The metrics that matter in the first ninety days are leading indicators, not pipeline and revenue. Given life science sales cycle lengths, judging an early ABM program by revenue outcomes is likely to lead to the wrong conclusions about a program that is actually working. The metrics that reveal whether the system is functioning as intended are: the proportion of the target account list showing any engagement, lead volume from target accounts versus non-target accounts, persona coverage across the account list, SDR follow-up rate and response rate on flagged accounts, and the rate at which engaged accounts are progressing through account scoring tiers.
At the sixty to ninety day mark, a structured program review should assess these metrics honestly and draw forward-looking conclusions. Which segment or persona is generating the strongest engagement? Often, a campaign will launch with multiple value propositions in ad creative. Which messaging is driving the most interest and engagement? Which accounts are showing multi-persona engagement signals that warrant immediate tier elevation or SDR prioritization? How well are people engaging on the landing page? Is the gated content offering driving form fills?
The answers to these questions determine the next phase of the program. An initial campaign and segment that is generating strong engagement and has identified contacts with the right personas is ready for expansion: a deeper content library, a webinar to amplify the signal, and potentially the addition of contact-level targeting to refine the buying group picture at the highest-priority accounts. A segment that is generating weak engagement despite reaching the right accounts is a signal that the messaging, the content offer, or the persona map needs adjustment before the program is extended.
This review and adjustment cycle isn’t a sign that the program is failing. Just like with any digital marketing, ABM should be looked at as a “test-and-assess” process. The organizations that treat the first program phase as a learning investment, with a defined review cadence and a willingness to adjust based on data, are much more likely to have long-term success not just in an initial campaign, but with their ABM program as a whole.
No prescription for getting started in ABM would be complete without a direct discussion of internal expectation management. When ABM programs are discontinued prematurely it’s often not because they’re failing, but because the organization expected faster commercial outcomes than the program structure and its own sales cycle length could deliver.
The organizations that are most likely to see strong long-term return from ABM are those that align internally on a twelve-month horizon for meaningful pipeline metrics, maintain the program consistently through that period rather than interrupting it to chase short-term alternatives, and invest in continuous optimization rather than treating the initial program design as fixed.
ABM is a commercial capability rather than a campaign - one that improves over time as the program accumulates intelligence about a target market and an organization’s own internal functioning. This intelligence helps refine target and contacts lists, optimize content performance, and builds the commercial team's familiarity with ABM processes and how to make the best use of what the campaign is delivering.
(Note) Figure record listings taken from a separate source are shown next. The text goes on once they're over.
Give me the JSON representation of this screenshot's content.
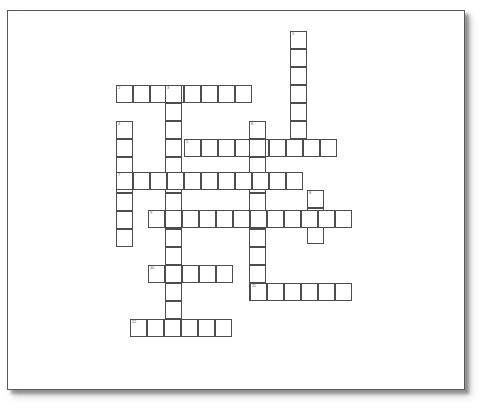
{
  "document": {
    "kind": "crossword-puzzle-worksheet",
    "background_color": "#ffffff",
    "paper_color": "#ffffff",
    "paper_border_color": "#58585a",
    "grid_line_color": "#4d4d4f",
    "number_color": "#5a5a5c"
  },
  "paper": {
    "x": 7,
    "y": 10,
    "width": 458,
    "height": 380
  },
  "crossword": {
    "cell_width": 17,
    "cell_height": 18,
    "entry_count": 12,
    "entries": [
      {
        "number": "1",
        "direction": "down",
        "x": 290,
        "y": 31,
        "length": 7
      },
      {
        "number": "2",
        "direction": "across",
        "x": 116,
        "y": 85,
        "length": 8
      },
      {
        "number": "3",
        "direction": "down",
        "x": 165,
        "y": 85,
        "length": 14
      },
      {
        "number": "4",
        "direction": "down",
        "x": 116,
        "y": 121,
        "length": 7
      },
      {
        "number": "5",
        "direction": "across",
        "x": 184,
        "y": 139,
        "length": 9
      },
      {
        "number": "6",
        "direction": "down",
        "x": 249,
        "y": 121,
        "length": 10
      },
      {
        "number": "7",
        "direction": "across",
        "x": 116,
        "y": 172,
        "length": 11
      },
      {
        "number": "8",
        "direction": "down",
        "x": 307,
        "y": 190,
        "length": 3
      },
      {
        "number": "9",
        "direction": "across",
        "x": 148,
        "y": 210,
        "length": 12
      },
      {
        "number": "10",
        "direction": "across",
        "x": 148,
        "y": 265,
        "length": 5
      },
      {
        "number": "11",
        "direction": "across",
        "x": 250,
        "y": 283,
        "length": 6
      },
      {
        "number": "12",
        "direction": "across",
        "x": 130,
        "y": 319,
        "length": 6
      }
    ]
  }
}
The organizations that understand this and build internal support for a program timeline that reflects it are the ones that arrive at month twelve with a genuinely transformed commercial motion and a pipeline that reflects it.
In summary: to set yourself up for ABM success, first assess readiness honestly, define the segment precisely, know your personas deeply, build the infrastructure before you need it, create content that earns engagement from the right people, and give the program the time it needs to demonstrate what it is capable of. Followed with discipline, this approach gives you a real opportunity to build a marketing program that improves as it runs, and generates real pipeline and return on investment for your organization.